His wife had died in 1972.
Minka’s brother Albert Philipp (born in 1881) lived in Berlin with his non-Jewish wife Hedwig Margarete Gertrud, née Rahtz (born in 1877). Albert Philipp was deported to Auschwitz on 3 Feb. 1943. A Stolperstein in front of his residential building at Sophie-Charlotte-Strasse 104 in Berlin Charlottenburg commemorates him.

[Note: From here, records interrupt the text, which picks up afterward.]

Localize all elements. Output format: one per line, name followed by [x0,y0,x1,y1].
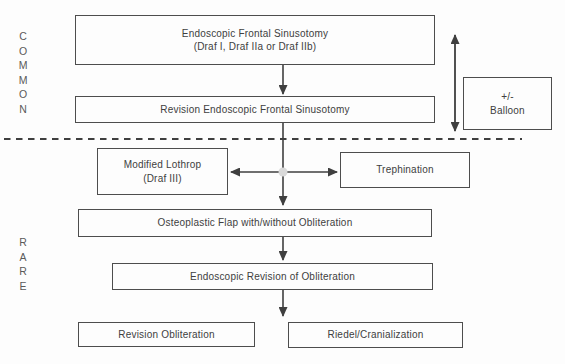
node-label-line1: Modified Lothrop [124,158,202,172]
junction-dot-icon [279,168,288,177]
region-label-common: COMMON [17,30,29,118]
node-osteoplastic-flap: Osteoplastic Flap with/without Obliterat… [78,209,432,237]
node-label-line1: +/- [501,90,514,104]
region-label-rare: RARE [17,236,29,294]
node-label: Endoscopic Revision of Obliteration [190,270,355,284]
node-label-line2: Balloon [490,104,525,118]
node-label: Osteoplastic Flap with/without Obliterat… [158,216,353,230]
node-label: Trephination [376,163,434,177]
node-label: Revision Obliteration [118,328,214,342]
node-modified-lothrop: Modified Lothrop (Draf III) [97,148,228,195]
node-trephination: Trephination [340,152,470,188]
node-label-line1: Endoscopic Frontal Sinusotomy [182,27,328,41]
node-label-line2: (Draf III) [143,172,182,186]
node-riedel-cranialization: Riedel/Cranialization [288,322,463,348]
node-label-line2: (Draf I, Draf IIa or Draf IIb) [194,40,317,54]
node-label: Riedel/Cranialization [328,328,424,342]
node-label: Revision Endoscopic Frontal Sinusotomy [160,103,349,117]
node-revision-endoscopic-frontal-sinusotomy: Revision Endoscopic Frontal Sinusotomy [75,96,435,123]
flowchart-frontal-sinus-surgery: COMMON RARE Endoscopic Frontal Sinusotom… [0,0,565,364]
node-endoscopic-frontal-sinusotomy: Endoscopic Frontal Sinusotomy (Draf I, D… [75,15,435,65]
node-endoscopic-revision-of-obliteration: Endoscopic Revision of Obliteration [112,263,433,290]
node-revision-obliteration: Revision Obliteration [78,322,255,347]
node-balloon-annotation: +/- Balloon [463,77,552,130]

Minka’s sister Regina, married to Manfred Linz in Dessau, had four children. The couple owned a textile shop that was "Aryanized.” The family escaped to safety in 1941 with three children (Margot, Kurt, and Albrecht) to Brazil. The eldest son Manfred could not escape. He had been imprisoned in the Sachsenhausen concentration camp since July 1940, where he died in Mar. 1942.
Two Stolpersteine in front of Brahmsallee 6 commemorate Julius and Minka Behrend.

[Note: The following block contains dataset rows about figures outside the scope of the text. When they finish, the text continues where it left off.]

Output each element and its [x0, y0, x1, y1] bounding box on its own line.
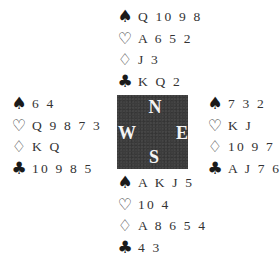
north-diamonds-cards: J 3 — [138, 49, 160, 71]
south-diamonds-cards: A 8 6 5 4 — [138, 215, 207, 237]
east-spades-cards: 7 3 2 — [228, 93, 266, 115]
spade-icon: ♠ — [117, 6, 133, 28]
west-clubs-cards: 10 9 8 5 — [32, 158, 93, 180]
diamond-icon: ♢ — [11, 136, 27, 158]
compass-east-label: E — [172, 124, 192, 142]
west-spades-cards: 6 4 — [32, 93, 55, 115]
compass-box: N W E S — [117, 95, 188, 169]
heart-icon: ♡ — [117, 28, 133, 50]
club-icon: ♣ — [117, 71, 133, 93]
north-hearts-cards: A 6 5 2 — [138, 28, 193, 50]
heart-icon: ♡ — [11, 115, 27, 137]
compass-north-label: N — [145, 98, 165, 116]
spade-icon: ♠ — [117, 172, 133, 194]
north-clubs-cards: K Q 2 — [138, 71, 182, 93]
compass-south-label: S — [144, 148, 164, 166]
diamond-icon: ♢ — [117, 49, 133, 71]
west-diamonds-cards: K Q — [32, 136, 61, 158]
compass-west-label: W — [117, 124, 137, 142]
east-clubs-cards: A J 7 6 — [228, 158, 280, 180]
east-hearts-cards: K J — [228, 115, 253, 137]
spade-icon: ♠ — [207, 93, 223, 115]
south-clubs-cards: 4 3 — [138, 237, 161, 256]
diamond-icon: ♢ — [117, 215, 133, 237]
north-spades-cards: Q 10 9 8 — [138, 6, 202, 28]
club-icon: ♣ — [117, 237, 133, 256]
east-diamonds-cards: 10 9 7 2 — [228, 136, 280, 158]
spade-icon: ♠ — [11, 93, 27, 115]
west-hearts-cards: Q 9 8 7 3 — [32, 115, 102, 137]
south-spades-cards: A K J 5 — [138, 172, 194, 194]
heart-icon: ♡ — [117, 194, 133, 216]
heart-icon: ♡ — [207, 115, 223, 137]
club-icon: ♣ — [207, 158, 223, 180]
south-hearts-cards: 10 4 — [138, 194, 170, 216]
diamond-icon: ♢ — [207, 136, 223, 158]
club-icon: ♣ — [11, 158, 27, 180]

The Museum für Hamburgische Geschichte features a special memento. There is a glass fruit bowl in the Jewish section, which Minka gave to a friend’s neighbor as a farewell present when moving out of Brahmsallee 15. The daughter of the recipient handed it over to the museum after her mother’s death.


Translator: Erwin Fink
Kindly supported by the Hermann Reemtsma Stiftung, Hamburg.


Stand: September 2019
© Christina Igla

Quellen: 1; 5; 8; 9; StaH:131 – II_ Senatskanzlei 3316; 213-13 Landgericht_1053;311-2 IV Finanzdeputation, 314-15 Oberfinanzpräsident_ Vg3781, _Vg4170, -Vg5320, -Vg7736; 332-5 Meldewesen_1994 3190/1881, _2040 574/1883, _2099 690/1885_884 92/1924, _8112 76/1932, _8124 307/1934, _8144 113/1937; 8689 153/1913, 332-8 Meldewesen K6209; 351-11 Amt für Wiedergutmachung_9054, _42408, _44536, _45219, _45463; 522-1_316 Personalakte Julius Behrend, 522-1 _ 390 Wählerverzeichnis 1930,741-2 Gewerbegenehmigung_K3828; Haefs, Aufriss; Hoffmann, Schule, S. 36–39; "Festschrift zur Feier des 125-jährigen Bestehens der Beerdigungs-Brüderschaft der Deutsch-Israelitischen Gemeinde in Hamburg" vom 16.8.1937; Statuten der Beerdigungs-Brüderschaft der Deutsch-Israelitischen Gemeinde zu Hamburg, Hamburg 1899, S. 1–2; www.ancestry.de (Zugriff am 9.8.2013 (Bayrisches Staatsarchiv, Abt. IV, Kriegsarchiv), 8.6.2015 und 10.3.2016; www.beliebte-vornamen.de (Zugriff am 4.6.2015), www.gedenkkultur-dessau-rosslau.de (Zugriff am 4.6.2015), www.hamburg.de/contentblob/1189032/data/juedischer-stadtplan.pdf (Zugriff am 24.5.2015), www.stolpersteine-Aurich.de (zu Jakob Bargerbuhr) (Zugriff am 4.6.2015), www.stolpersteine-berlin.de (Zugriff am 4.6.2015), Hamburger Adressbuch – onlineversion; E-Mails Dr. O. Pelc, Hamburgmuseum v. 23.5.2015, Daniel Behrend v. 31.7.2013, Walter Behrend v. 8.7.2015, Thomas Uhrmann, Ehrenamtlicher Leiter der Dr.-Erich-Bloch-und-Lebenheim-Bibliothek (Judaica) der Israelitischen Kultusgemeinde Konstanz, www.bsz-bw.de/eu/blochbib/ v. 8.5.2014, 19.1.2015, 20.1.2015, Darmstädter Geschichtswerkstatt v. 23.7.2013; Naomi Bar-Joseph v. 24.6.2015, v. Dr. Thomas Lange, Archivpädagoge i.R. v. 6.8.2013.